This autumn, Institute of Technology Carlow reflects with gratitude as it marks a 50-year milestone since it first offered higher education programmes to learners across the southeast.
1970 was the year the Beatles broke up, and the year anti-Vietnam war students protested on college campuses across the States. Closer to home, 1970 was the year Dana won the Eurovision, President Nixon visited Ireland, and the Institute of Technology Carlow – then known as Carlow Regional Technical College (RTC) – first opened its doors to students.
This autumn, the Institute of Technology Carlow marks a 50-year milestone since it first offered higher education programmes to learners across the southeast. There have been many changes in that half-century and a great many achievements by the Institute in its journey to becoming one of Ireland’s largest institutes of technology.
Since its founding, the Institute of Technology Carlow has grown from a regional technical college to an institute of technology with over 9,000 learners pursuing more than 200 programmes of study, from certificates to doctorates. The college has grown in size and in reputation to become one of Ireland’s most respected higher education institutions and an engine of growth for the southeast region with global alumni of more than 60,000.
Dr Patricia Mulcahy, President of IT Carlow, said:
“Earlier this year when we planned a programme to celebrate our 50 years, we never imagined that 2020 would be such an unforgettable year. The pandemic means that we will not mark our significant birthday in the way we had planned. We will however reflect on this institute’s journey over 50 years, its many achievements, and its legacy. We are now at a transformational time in its history as we move towards becoming a technological university in 2022.”
Opened on 22 September 1970 at a cost of £500,000, the first courses offered by the then Carlow RTC covered technology, science, and business, with special emphasis given to food technology, industrial processing, and instrumentation. A two-year hotel management course designed for existing hotel employees cost £160 per annum, which included fees and accommodation. Job opportunities heralded for graduates at the time included computer programming, work-study specialist, quality controller, and company secretary.
John Gallagher, educated at Summerhill College in Sligo and University College Cork, was appointed the principal of the new regional college in January 1970. He is a chartered engineer and, prior to his appointment, was a senior lecturer at Liverpool Polytechnic.
John steered the Institute through its early years when the regional technical colleges were under the vocational educational committees, until they were placed on an independent basis by the Regional Technical Colleges Acts in 1993, and subsequently received ‘Institute of Technology’ status in the late 1990s. Mr Gallagher retired in 2003.
A 1970 newspaper article in The Nationalist, penned by broadcaster and Carlovian Olivia O’Leary, and titled A Yellow World in Carlow, quoted a young electrical apprentice who spoke of the advantages of studying at Carlow RTC. He commented:
“Country students don’t have to go to the cities, running the risk of losing their identity in an anonymous mass. We want to make people aware of the fact that the college exists for everyone and that there are classes and courses here that can be taken by people of any age”.
In the same article, student Clare Carbery said:
“This is going to be better than a university. It will be less impersonal because we have a better staff-student ratio”.
Fifty years later, the Institute of Technology Carlow is at an advanced stage in its trajectory to becoming a technological university, surpassing the original vision of its founders.
Dr Mulcahy remarked:
“In reaching 50 years, we thank the people before us who made this possible and we look to the future as Institute of Technology Carlow continues to evolve and lead. We look forward to another 50 years of knowledge and innovation, of openness and engagement, of ambition.
Institute of Technology Carlow acknowledges and thanks The Nationalist and Leinster Times newspapers for access to their archives for its 50th-anniversary project.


Examine the entries and show every line in which the word "hurricane" is found.

[Figure record listings]
# # # #

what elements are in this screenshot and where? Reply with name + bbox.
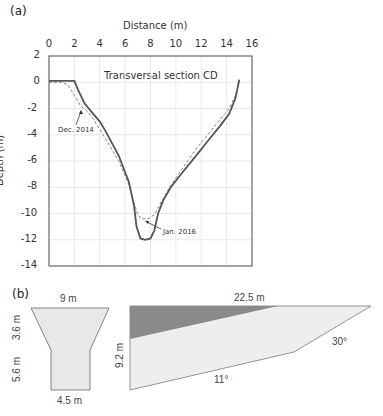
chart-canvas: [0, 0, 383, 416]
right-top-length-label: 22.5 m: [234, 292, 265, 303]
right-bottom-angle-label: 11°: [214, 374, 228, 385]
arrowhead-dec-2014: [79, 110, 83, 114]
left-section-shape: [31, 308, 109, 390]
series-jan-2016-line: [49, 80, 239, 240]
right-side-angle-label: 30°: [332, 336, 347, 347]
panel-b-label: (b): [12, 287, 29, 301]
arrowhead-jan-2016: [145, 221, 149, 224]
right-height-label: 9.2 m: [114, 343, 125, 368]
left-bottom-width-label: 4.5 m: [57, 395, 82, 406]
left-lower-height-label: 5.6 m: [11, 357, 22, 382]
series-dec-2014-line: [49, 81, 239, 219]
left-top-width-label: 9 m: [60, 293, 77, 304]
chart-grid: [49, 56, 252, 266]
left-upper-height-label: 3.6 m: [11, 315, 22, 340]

# # # #

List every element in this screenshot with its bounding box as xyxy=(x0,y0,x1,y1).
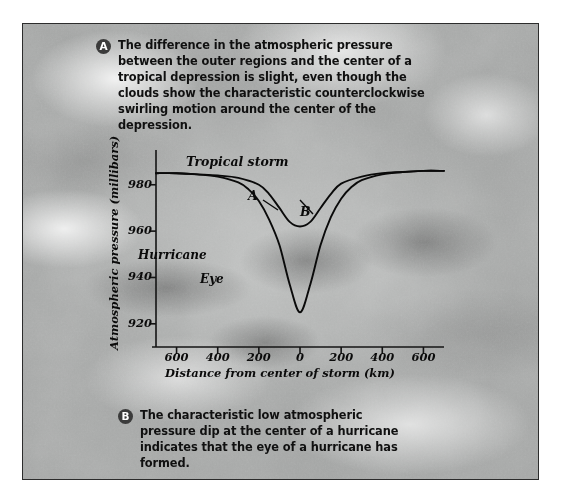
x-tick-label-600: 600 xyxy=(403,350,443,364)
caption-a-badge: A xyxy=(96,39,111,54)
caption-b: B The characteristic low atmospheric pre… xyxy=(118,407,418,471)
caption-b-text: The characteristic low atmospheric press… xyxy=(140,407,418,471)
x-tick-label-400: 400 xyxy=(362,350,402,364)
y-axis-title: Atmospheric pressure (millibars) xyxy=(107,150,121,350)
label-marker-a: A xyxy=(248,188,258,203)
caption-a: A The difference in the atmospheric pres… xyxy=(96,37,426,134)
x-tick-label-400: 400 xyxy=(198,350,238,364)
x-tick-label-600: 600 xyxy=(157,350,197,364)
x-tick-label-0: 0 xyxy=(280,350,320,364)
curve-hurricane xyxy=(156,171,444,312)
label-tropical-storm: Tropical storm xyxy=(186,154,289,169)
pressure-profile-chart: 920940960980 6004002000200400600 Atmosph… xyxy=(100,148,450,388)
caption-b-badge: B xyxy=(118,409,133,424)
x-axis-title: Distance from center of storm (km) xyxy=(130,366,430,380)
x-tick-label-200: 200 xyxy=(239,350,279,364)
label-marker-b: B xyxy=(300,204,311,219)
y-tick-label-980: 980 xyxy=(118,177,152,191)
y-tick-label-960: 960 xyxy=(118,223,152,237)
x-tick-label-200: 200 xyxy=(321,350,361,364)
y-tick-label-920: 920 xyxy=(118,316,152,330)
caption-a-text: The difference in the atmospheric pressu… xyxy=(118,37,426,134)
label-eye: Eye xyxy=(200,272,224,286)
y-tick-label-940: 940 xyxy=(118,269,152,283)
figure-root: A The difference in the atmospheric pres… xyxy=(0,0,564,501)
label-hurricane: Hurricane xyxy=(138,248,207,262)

# # # #

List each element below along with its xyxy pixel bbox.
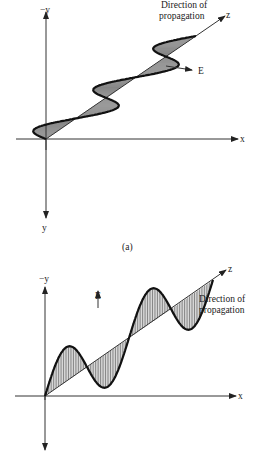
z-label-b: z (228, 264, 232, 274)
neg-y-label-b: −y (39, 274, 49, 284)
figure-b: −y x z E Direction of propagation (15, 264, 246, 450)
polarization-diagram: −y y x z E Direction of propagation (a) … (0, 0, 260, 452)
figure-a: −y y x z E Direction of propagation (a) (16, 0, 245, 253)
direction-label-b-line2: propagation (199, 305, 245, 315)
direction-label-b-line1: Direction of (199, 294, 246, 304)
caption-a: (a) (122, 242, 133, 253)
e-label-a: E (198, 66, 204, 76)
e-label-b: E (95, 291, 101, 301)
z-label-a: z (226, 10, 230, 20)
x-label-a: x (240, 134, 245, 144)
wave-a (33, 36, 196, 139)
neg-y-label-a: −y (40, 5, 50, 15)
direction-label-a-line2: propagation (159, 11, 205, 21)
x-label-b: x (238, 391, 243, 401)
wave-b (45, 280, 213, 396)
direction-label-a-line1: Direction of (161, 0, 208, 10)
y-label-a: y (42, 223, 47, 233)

# # # #

Solution to this exercise -
curve-hurricane xyxy=(156,171,444,312)
label-hurricane: Hurricane xyxy=(138,248,207,262)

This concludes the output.